Vermont Electric Cooperative (VEC), a member-owned utility in northern Vermont, is preparing for a future of increased electrification. The utility is already seeing rapid growth in distributed energy resources (DERs), particularly EVs and community-scale solar, and expects peak demand to double by 2040.
This growth poses a costly challenge: analysis showed that 30–40% of VEC’s distribution transformers, lines, and substations could become overloaded—requiring an estimated $80–100 million in grid upgrades. As a not-for-profit cooperative, those costs would strain both rates and resources.
VEC wanted to find a smarter path forward. Instead of relying solely on capital upgrades, the team sought practical, scalable approaches to manage flexible, grid-connected resources and make better use of the infrastructure already in place.
To address this challenge, VEC partnered with Camus Energy to build a foundational platform for grid-aware flexibility—starting with transformer-constrained EV charging.

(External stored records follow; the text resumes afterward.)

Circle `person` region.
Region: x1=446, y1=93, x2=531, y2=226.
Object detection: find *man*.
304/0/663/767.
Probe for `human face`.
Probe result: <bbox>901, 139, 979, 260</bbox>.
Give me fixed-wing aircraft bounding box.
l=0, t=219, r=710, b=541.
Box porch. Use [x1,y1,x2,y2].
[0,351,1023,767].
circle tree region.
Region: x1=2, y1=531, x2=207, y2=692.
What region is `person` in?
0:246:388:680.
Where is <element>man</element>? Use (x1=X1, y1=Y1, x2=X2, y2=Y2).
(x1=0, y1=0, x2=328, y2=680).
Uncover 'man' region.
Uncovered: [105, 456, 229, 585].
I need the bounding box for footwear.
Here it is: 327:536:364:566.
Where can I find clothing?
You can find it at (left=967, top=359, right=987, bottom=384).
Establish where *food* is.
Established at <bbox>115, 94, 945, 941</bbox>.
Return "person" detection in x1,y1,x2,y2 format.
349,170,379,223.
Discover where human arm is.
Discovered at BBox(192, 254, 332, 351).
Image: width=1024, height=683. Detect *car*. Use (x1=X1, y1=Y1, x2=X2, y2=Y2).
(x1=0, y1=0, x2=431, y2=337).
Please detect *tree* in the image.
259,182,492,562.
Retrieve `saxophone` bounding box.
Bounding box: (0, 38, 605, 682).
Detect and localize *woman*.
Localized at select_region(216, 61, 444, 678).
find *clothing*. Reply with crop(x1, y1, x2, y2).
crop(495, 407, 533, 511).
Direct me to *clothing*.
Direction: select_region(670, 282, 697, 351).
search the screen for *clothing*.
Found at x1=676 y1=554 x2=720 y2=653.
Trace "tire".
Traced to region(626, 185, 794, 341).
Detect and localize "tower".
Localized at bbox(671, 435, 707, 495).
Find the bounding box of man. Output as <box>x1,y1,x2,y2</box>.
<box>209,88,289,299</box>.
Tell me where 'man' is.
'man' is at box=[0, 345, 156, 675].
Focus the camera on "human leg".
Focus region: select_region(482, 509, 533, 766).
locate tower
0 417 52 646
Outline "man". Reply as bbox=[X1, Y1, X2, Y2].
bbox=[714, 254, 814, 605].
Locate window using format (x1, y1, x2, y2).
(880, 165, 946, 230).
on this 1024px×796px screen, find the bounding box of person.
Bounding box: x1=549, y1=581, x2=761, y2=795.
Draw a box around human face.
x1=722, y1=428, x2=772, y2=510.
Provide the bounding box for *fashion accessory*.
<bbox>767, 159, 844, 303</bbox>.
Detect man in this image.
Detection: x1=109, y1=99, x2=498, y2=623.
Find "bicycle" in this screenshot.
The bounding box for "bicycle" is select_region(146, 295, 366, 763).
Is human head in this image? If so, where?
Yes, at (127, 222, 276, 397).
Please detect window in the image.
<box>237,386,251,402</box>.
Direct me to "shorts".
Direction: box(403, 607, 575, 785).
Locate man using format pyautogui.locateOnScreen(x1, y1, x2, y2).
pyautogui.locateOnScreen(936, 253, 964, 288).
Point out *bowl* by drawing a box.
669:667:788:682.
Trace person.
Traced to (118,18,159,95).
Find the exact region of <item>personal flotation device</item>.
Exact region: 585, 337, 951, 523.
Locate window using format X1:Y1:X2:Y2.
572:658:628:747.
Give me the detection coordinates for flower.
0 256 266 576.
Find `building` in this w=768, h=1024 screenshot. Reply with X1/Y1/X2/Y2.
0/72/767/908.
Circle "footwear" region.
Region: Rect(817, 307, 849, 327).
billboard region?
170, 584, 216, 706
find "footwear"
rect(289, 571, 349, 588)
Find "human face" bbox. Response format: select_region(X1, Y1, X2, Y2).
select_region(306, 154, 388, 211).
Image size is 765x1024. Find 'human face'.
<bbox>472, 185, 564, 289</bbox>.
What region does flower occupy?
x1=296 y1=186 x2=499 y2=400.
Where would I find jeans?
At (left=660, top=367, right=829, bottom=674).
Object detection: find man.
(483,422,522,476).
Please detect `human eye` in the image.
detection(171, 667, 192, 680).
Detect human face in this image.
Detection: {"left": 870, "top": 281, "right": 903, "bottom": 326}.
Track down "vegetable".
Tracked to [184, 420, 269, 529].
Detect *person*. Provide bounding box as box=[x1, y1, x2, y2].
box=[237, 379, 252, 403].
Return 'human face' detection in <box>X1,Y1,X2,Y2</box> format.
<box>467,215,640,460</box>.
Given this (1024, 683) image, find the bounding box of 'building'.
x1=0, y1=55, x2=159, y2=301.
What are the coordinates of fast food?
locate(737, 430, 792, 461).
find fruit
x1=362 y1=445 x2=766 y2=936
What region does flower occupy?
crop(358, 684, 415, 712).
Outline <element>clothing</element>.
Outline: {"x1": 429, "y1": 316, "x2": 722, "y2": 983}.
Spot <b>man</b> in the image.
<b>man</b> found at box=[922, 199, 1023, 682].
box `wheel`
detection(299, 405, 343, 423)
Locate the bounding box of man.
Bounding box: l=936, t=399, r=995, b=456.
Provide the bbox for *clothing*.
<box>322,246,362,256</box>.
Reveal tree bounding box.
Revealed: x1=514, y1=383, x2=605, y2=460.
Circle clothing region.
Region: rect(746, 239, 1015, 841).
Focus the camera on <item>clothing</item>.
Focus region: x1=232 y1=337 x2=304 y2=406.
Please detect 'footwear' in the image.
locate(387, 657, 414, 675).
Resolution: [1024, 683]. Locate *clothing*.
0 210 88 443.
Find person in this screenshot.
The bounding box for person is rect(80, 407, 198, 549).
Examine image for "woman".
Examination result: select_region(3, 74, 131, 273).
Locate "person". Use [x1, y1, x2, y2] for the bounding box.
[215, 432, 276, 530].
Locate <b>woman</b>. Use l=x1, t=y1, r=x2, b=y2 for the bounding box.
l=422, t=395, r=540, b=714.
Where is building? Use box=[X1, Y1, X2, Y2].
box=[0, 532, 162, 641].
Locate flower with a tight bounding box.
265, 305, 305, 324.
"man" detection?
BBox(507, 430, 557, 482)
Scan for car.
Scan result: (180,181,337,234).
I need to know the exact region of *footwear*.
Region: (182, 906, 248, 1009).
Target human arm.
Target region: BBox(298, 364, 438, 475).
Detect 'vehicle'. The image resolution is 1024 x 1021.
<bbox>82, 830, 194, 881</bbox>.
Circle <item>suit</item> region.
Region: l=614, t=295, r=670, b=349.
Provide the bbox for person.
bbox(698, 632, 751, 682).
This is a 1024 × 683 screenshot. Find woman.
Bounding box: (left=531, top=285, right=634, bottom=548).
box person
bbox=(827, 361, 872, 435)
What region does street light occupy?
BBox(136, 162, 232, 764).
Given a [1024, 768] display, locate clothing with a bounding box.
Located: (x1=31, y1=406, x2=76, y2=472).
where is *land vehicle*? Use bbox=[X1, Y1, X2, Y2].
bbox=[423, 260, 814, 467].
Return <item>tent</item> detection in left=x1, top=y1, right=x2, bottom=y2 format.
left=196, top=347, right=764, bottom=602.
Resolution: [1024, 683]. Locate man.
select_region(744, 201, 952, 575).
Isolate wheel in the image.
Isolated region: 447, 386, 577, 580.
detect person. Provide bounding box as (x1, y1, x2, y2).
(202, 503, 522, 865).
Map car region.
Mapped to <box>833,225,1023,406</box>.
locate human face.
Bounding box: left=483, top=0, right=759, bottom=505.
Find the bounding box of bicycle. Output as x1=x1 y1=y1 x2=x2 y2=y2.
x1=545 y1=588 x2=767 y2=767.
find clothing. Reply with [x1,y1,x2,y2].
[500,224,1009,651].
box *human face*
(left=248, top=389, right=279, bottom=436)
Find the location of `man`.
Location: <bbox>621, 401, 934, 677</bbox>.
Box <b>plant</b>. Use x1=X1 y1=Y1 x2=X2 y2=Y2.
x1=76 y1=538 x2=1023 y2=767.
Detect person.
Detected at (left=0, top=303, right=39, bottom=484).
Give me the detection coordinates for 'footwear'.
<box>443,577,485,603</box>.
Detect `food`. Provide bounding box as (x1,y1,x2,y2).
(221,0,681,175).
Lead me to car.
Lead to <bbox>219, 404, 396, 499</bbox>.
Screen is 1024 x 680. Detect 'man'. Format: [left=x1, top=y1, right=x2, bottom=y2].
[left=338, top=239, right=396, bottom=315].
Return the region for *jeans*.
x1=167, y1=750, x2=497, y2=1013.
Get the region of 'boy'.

The pilot used forecasted meter-level loads, AMI-based EV detection, and direct control of ChargePoint chargers to reduce charging rates during periods of high transformer loading.
With over 22,000 transformers systemwide, VEC had already replaced more than 50 due to EV-related overloading—and the number was climbing. The pilot demonstrated how dynamic charging could protect infrastructure and avoid further strain on supply chains and staff time.
"Everyone sees a consistent view of the grid and makes decisions based on the same integrated datasets. We believe intelligent DER management will be an integral part of future grid operations, and the platform can enable that.” - Cyril Brunner, Innovation & Technology Leader, Vermont Electric Cooperative
Over five days, VEC and Camus successfully managed residential charging rates to stay within transformer limits—while still delivering a full charge by morning. A coordinated demand response event layered on top confirmed the platform’s ability to support both local and system-level signals. The member noticed no impact.
The pilot showed how VEC can manage growing DER adoption without costly upgrades—starting at the transformer level and scaling over time.
With Camus, VEC now has a tested data foundation for grid-aware DER management across a range of use cases:
This early success sets the stage for broader grid orchestration—from EVs and batteries to solar and large-scale load flexibility.